SSE program for the 2D S=1/2 Heisenberg antiferromagnet

Program: ssebasic

For given lattice lengths Lx, Ly, and inverse temperature beta=J/T, the program computes the energy, specific heat, squared sublattice magnetization, spin stiffness (in the x and y directions), and the magnetic susceptibility.

Running instructions

Input:

File read.in containing:

  lx  ly  beta
  nbin  msteps  isteps

Line 1 Column 1: System x length lx (integer)
Line 1 Column 2: System x length ly (integer)
Line 1 Column 3: Inverse temperature beta=J/T (real)
Line 2 Column 1: Number of bins (integer)
Line 2 Column 2: Number of MC sweeps / bin (integer)
Line 2 Column 3: Number of MC sweeps for equilibration (integer)

Example read.in (N=8)

    8      8        4.0
    20     10000    10000

File seed.in containing a random number seed (integer)

Output:

Written to a file results.txt.

The self-determined cut-off of the Taylor expansion is reported on the first line. This number is written to the file also during the equilibration part of the simulation. The number of bins completed so far is on the second line. The results for the various physical quantities follow after the ======= line, with the error bar (one standard deviation of the mean) following the computed expectation values. All quantities are given per spin:

Line 1: Energy (up to a minus sign)
Line 2: Specific heat
Line 3: Square of the sublattice magnetization
Line 4: Spin stiffness in the x lattice direction
Line 5: Spin stiffness in the y lattice direction
Line 6: Spin stiffness average
Line 7: Magnetic susceptibility

Examples and comments

With the read.in file given above (8*8 lattice, inverse temperature beta=J/T=4), the following output was generated in results.txt (the results of course depend on the random seed used). The calculation took about 15 seconds on a MacBook Air.

  Cut-off L :  498
  Number of bins completed :  20
  =========================================
  -E/N       :     0.66827225    0.00020682
   C/N       :     0.06549587    0.01610406
   ms**2     :     0.17663510    0.00030052
   rhos_x    :     0.21461813    0.00125239
   rhos_y    :     0.21378188    0.00113683
   rhos_av   :     0.21420000    0.00101809
   X(0,0)    :     0.05486312    0.00024252
  =========================================

Note the large error bar on the specific heat. It is very difficult to compute it accurately for large systems at low T.

For this L*L lattice the spin stiffness constants rhos_x and rhos_y are the same in the x and y direction. Its average is also given as rhos_av; it's error bar is smaller because of the averaging. In a rectangular Lx*Ly system (Lx and Ly) different, the x and y stiffnesses will be different.

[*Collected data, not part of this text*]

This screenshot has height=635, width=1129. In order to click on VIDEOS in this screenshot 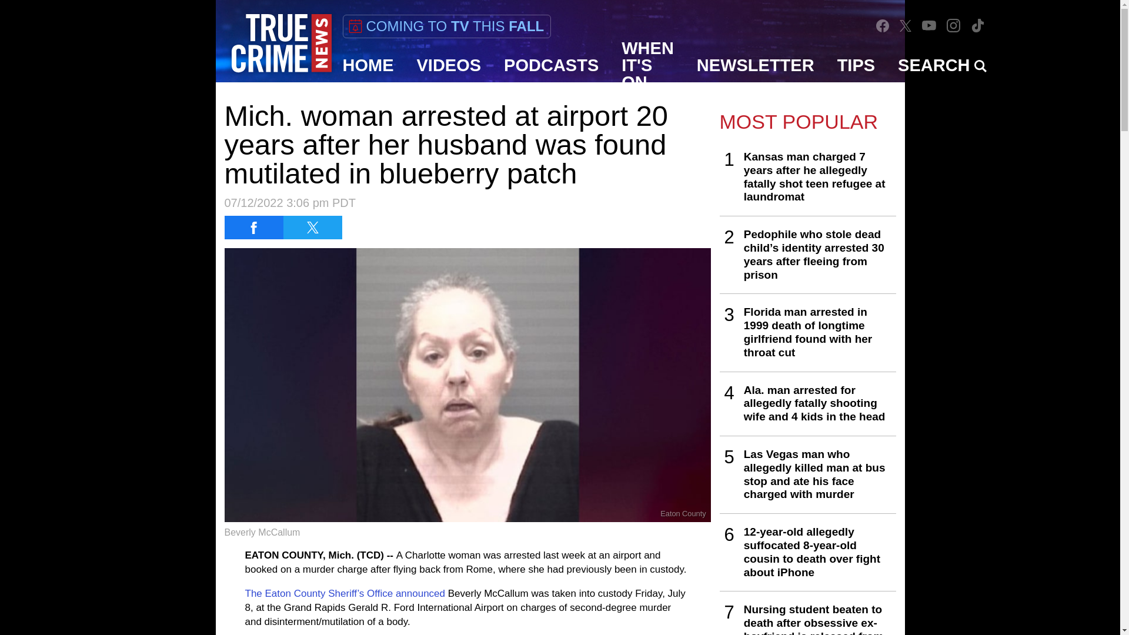, I will do `click(449, 65)`.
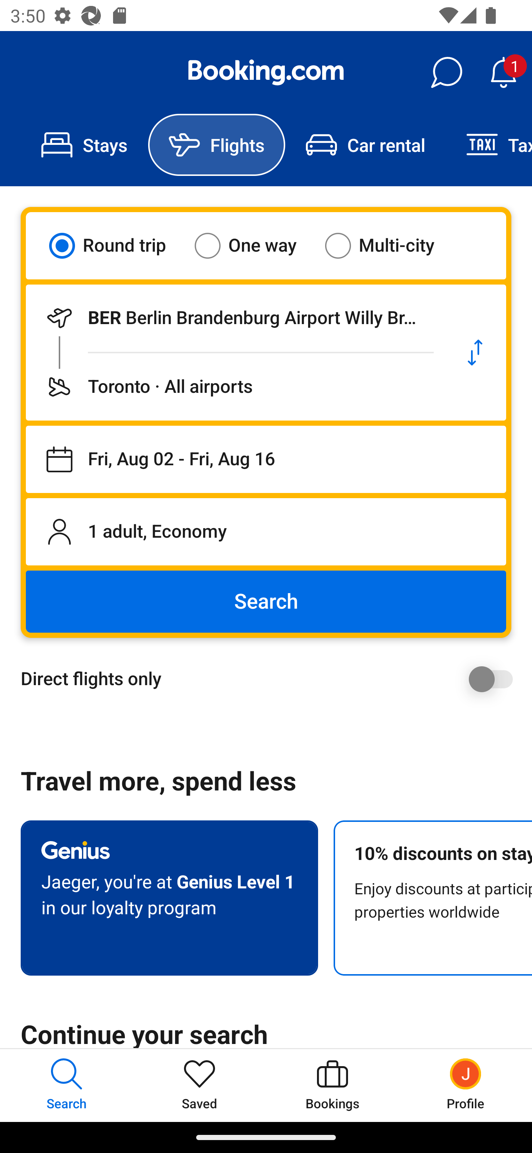 This screenshot has height=1153, width=532. What do you see at coordinates (235, 387) in the screenshot?
I see `Flying to Toronto · All airports` at bounding box center [235, 387].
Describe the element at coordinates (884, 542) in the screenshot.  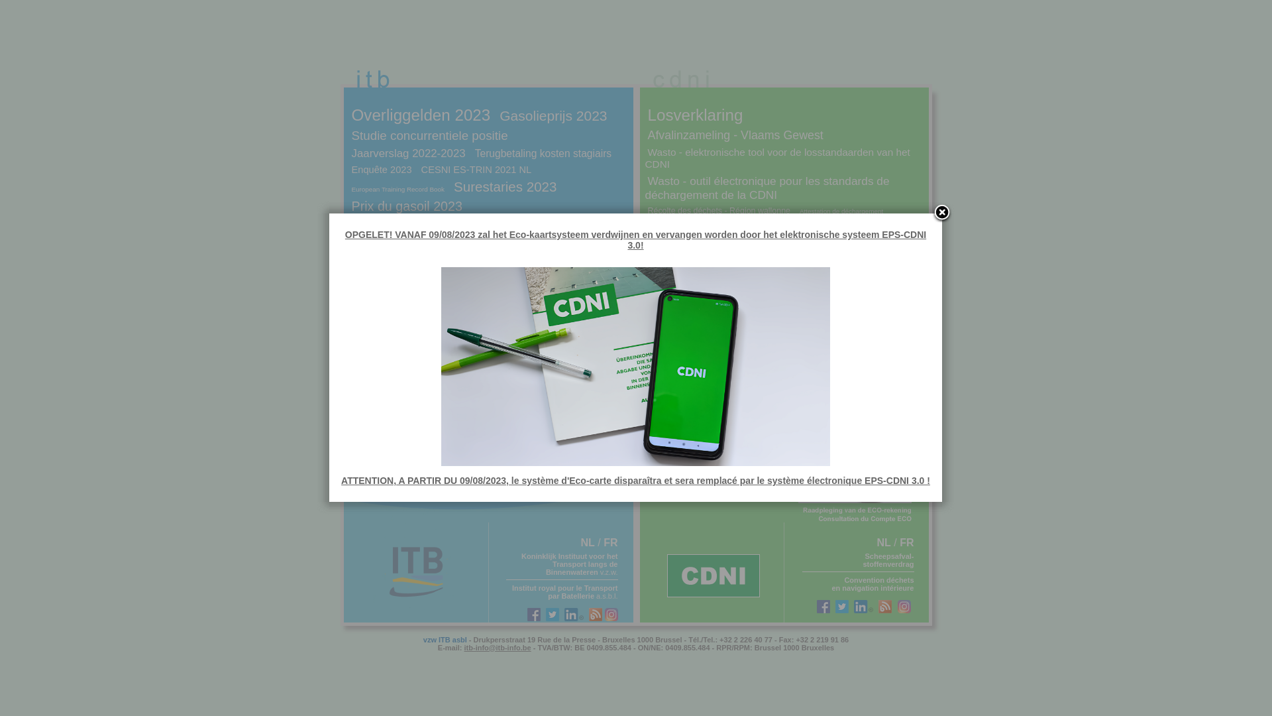
I see `NL` at that location.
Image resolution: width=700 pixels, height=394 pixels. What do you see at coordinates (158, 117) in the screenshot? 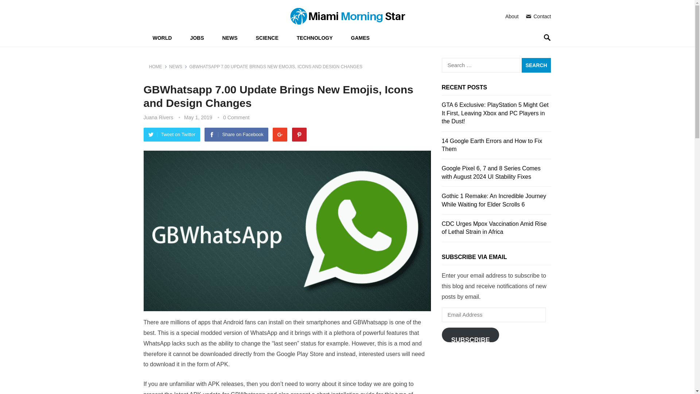
I see `Posts by Juana Rivers` at bounding box center [158, 117].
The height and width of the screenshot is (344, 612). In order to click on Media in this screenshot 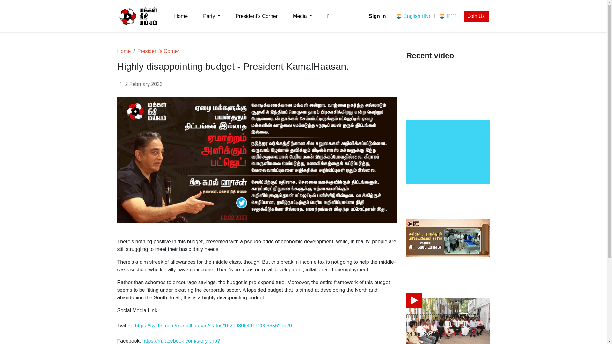, I will do `click(302, 16)`.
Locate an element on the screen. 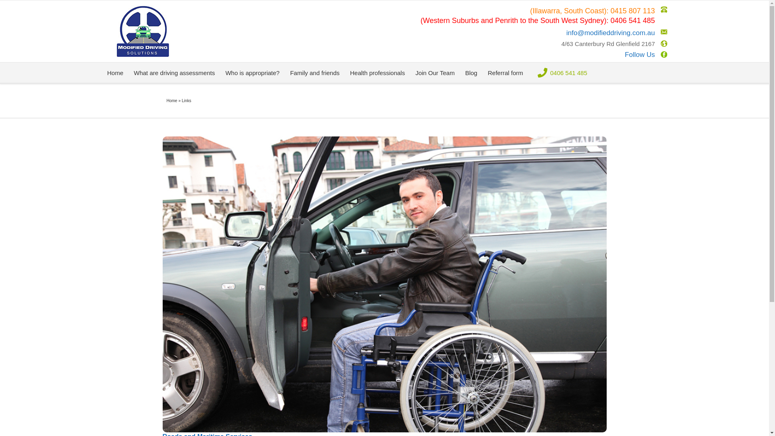 This screenshot has width=775, height=436. 0415 807 113 is located at coordinates (632, 11).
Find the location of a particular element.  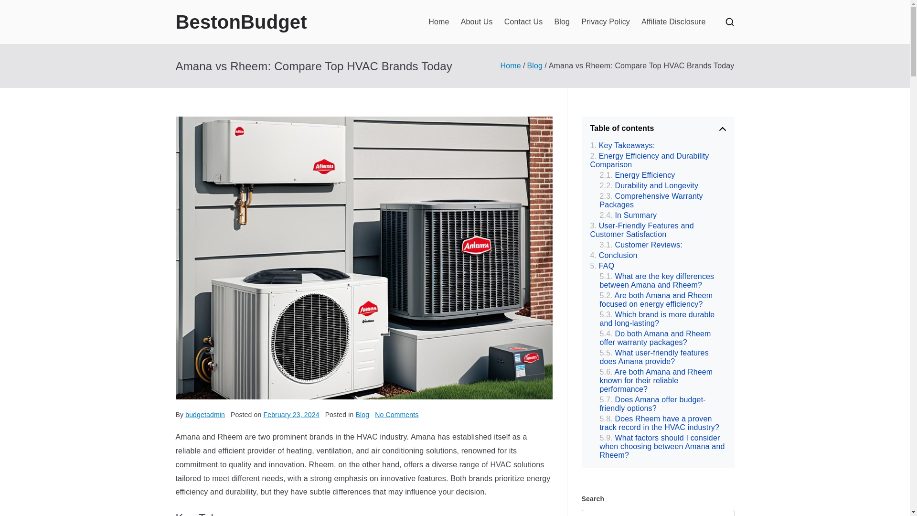

Conclusion is located at coordinates (614, 255).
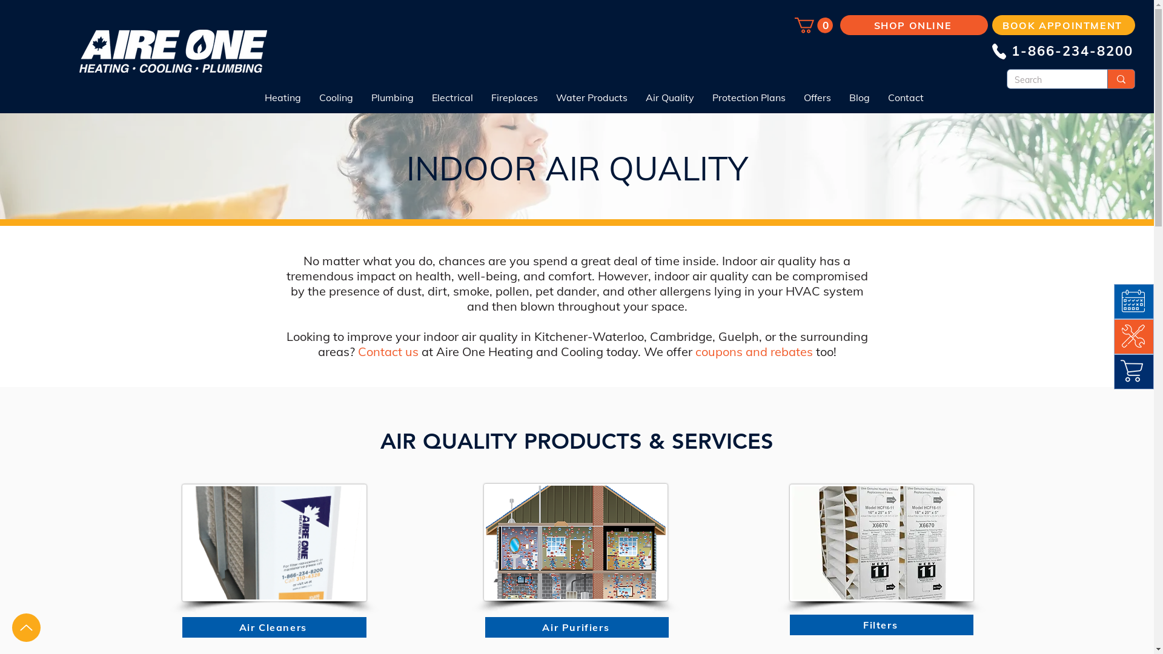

In order to obtain ground state properties, a larger beta has to be used. These are results obtained for the 8*8 system at beta=32, using the same number of bins and speps/bins as above):

  Cut-off L :  3452
  Number of bins completed :  20
  =========================================
  -E/N       :     0.67347541    0.00008077
   C/N       :    -0.00563635    0.20961121
   ms**2     :     0.17786945    0.00013501
   rhos_x    :     0.22011281    0.00066053
   rhos_y    :     0.22233328    0.00062287
   rhos_av   :     0.22122305    0.00043888
   X(0,0)    :     0.00370500    0.00014709
  =========================================

One good check for obtaining the T->0 limit is that the uniform susceptibility X(0,0) should be 0 (or extremely small), indicating that only a singlet state (the ground state) contributes to the thermodynamics. In the results above one can see that X(0,0) is small, but still clearly different from 0. Going to beta=64 gives the following output:

  Cut-off L :  6753
  Number of bins completed :  20
  =========================================
  -E/N       :     0.67345773    0.00008345
   C/N       :     0.00754591    0.36350415
   ms**2     :     0.17803665    0.00011365
   rhos_x    :     0.22042559    0.00085950
   rhos_y    :     0.22094027    0.00078177
   rhos_av   :     0.22068293    0.00065517
   X(0,0)    :     0.00001000    0.00000671
  =========================================

Now X(0,0) is significantly smaller, almost 0 within the error bar, but other quantities are not much different from before. The beta needed to obtain ground state properties also depends on the error bars (the length of the run). With increasing numbers of Monte Carlo sweeps, one can detect smaller deviations from T=0 results, and, thus, higher beta is required. The beta=64 run above took about 3 minutes on a MacBook Air computer.